Cells
Cells

Partitioning is expensive, but barcoding is cheap—that’s the idea behind a new technique for single-cell analysis. By dispensing with fancy cell sorters, custom microfluidics, and microwells, and introducing budget-friendly combinatorial barcoding, this new technique promises to democratize single-cell transcriptomics.

The new technique, which is called split pool ligation-based transcriptome sequencing (SPLit-seq), was developed by scientists at the Allen Institute and the University of Washington. These scientists described how SPLit-seq works—and how it may benefit cost-conscious laboratories—in a paper (“Single-Cell Profiling of the Developing Mouse Brain and Spinal Cord with Split-Pool Barcoding”) that appeared March 15 in the journal Science.

With SPLiT-seq, cells are never isolated. Instead, the cell is used as an isolation compartment for its own RNA. Pools of cells are split into multiple groups where a barcode is added to their RNA. This process is repeated multiple times to give the RNA of each cell a unique combinatorial barcode. This allows researchers to profile the gene expression of many cells at the same time and classify them into types.

“In the first round of barcoding,” the authors of the Science article indicated, “cells are distributed into a 96-well plate and cDNA is generated with an in-cell reverse transcription (RT) reaction using well-specific barcoded primers. Each well can contain a different biological sample—thereby enabling multiplexing of up to 96 samples in a single experiment.

“The use of the first-round barcode as a sample identifier makes it possible to profile a large number and variety of samples in parallel, thus minimizing batch effects. As the number of unique barcodes grows exponentially with the number of barcoding rounds, larger numbers of cells than presented here could be processed by adding a fifth barcoding round or by switching to a 384-well plate format.”

Just sticking with 96-well plates throughout can yield 21,233,664 barcode combinations (three rounds of barcoding in 96-well plates followed by a fourth round with 24 PCR reactions)—enough to uniquely label over 1 million cells. With numbers such as these, the cost-limiting step becomes the cost of sequencing.

“It is easy to imagine extended applications, such as targeted sequencing of gene panels, which would even now benefit from very large cell numbers and only require shallow sequencing depth,” the authors noted.

“To understand any multicellular biological system, we need to understand its building blocks, its cells,” said Bosiljka Tasic, Ph.D., a scientist at the Allen Institute. “The brain contains many cells of different shapes and sizes, but a universal approach to characterize and classify them does not exist.”

As this comment indicates, the Allen Institute/University of Washington team demonstrated SPLit-seq in a transcriptomic analysis of brain tissues—brain and spinal cord tissues from mice, to be specific.

“We used SPLiT-seq to analyze 156,049 single-nucleus transcriptomes from postnatal day 2 and 11 mouse brains and spinal cords,” the Science paper detailed. “Over 100 cell types were identified, with gene expression patterns corresponding to cellular function, regional specificity, and stage of differentiation.”

“We defined many new molecular markers for specific cell type,” said Georg Seelig, Ph.D., a synthetic biologist at the University of Washington. “Our experiments cost just a penny per cell.

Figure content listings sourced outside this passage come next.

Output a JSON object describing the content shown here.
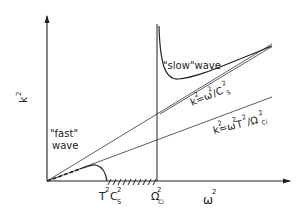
{
  "diagram": {
    "axes": {
      "y_label_base": "k",
      "y_label_sup": "2",
      "x_label_base": "ω",
      "x_label_sup": "2"
    },
    "x_ticks": {
      "tcs_T": "T",
      "tcs_T_sup": "2",
      "tcs_C": "C",
      "tcs_C_sup": "2",
      "tcs_C_sub": "S",
      "omega_ci": "Ω",
      "omega_ci_sup": "2",
      "omega_ci_sub": "Ci"
    },
    "curves": {
      "slow_wave_label": "\"slow\"wave",
      "fast_wave_label_1": "\"fast\"",
      "fast_wave_label_2": "wave"
    },
    "asymptotes": {
      "upper": "k²=ω²/C²s",
      "upper_parts": {
        "k": "k",
        "k_sup": "2",
        "eq": "=ω",
        "w_sup": "2",
        "div": "/C",
        "c_sup": "2",
        "c_sub": "S"
      },
      "lower": "k²=ω²T²/Ω²ci",
      "lower_parts": {
        "k": "k",
        "k_sup": "2",
        "eq": "=ω",
        "w_sup": "2",
        "t": "T",
        "t_sup": "2",
        "div": "/Ω",
        "o_sup": "2",
        "o_sub": "Ci"
      }
    },
    "colors": {
      "ink": "#222222",
      "background": "#ffffff"
    }
  }
}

SPLiT-seq significantly lowers the barrier for labs that want to do single-cell profiling but can't afford expensive, specialized equipment.”

“Many diseases, such as Alzheimer's and Parkinson's, begin with dysfunction in certain cell types,” Tasic added. “Insights into what those types are and which genes have gone awry will lead to a better understanding of how these diseases start and progress, and how to treat them.”

Characterizing RNA in single cells is a way to classify cells, but the existing methods are expensive and require specialized equipment. Since SPLiT-seq can be done with basic equipment in any lab, it may lead to wider adoption and standardization of single-cell transcriptomics.”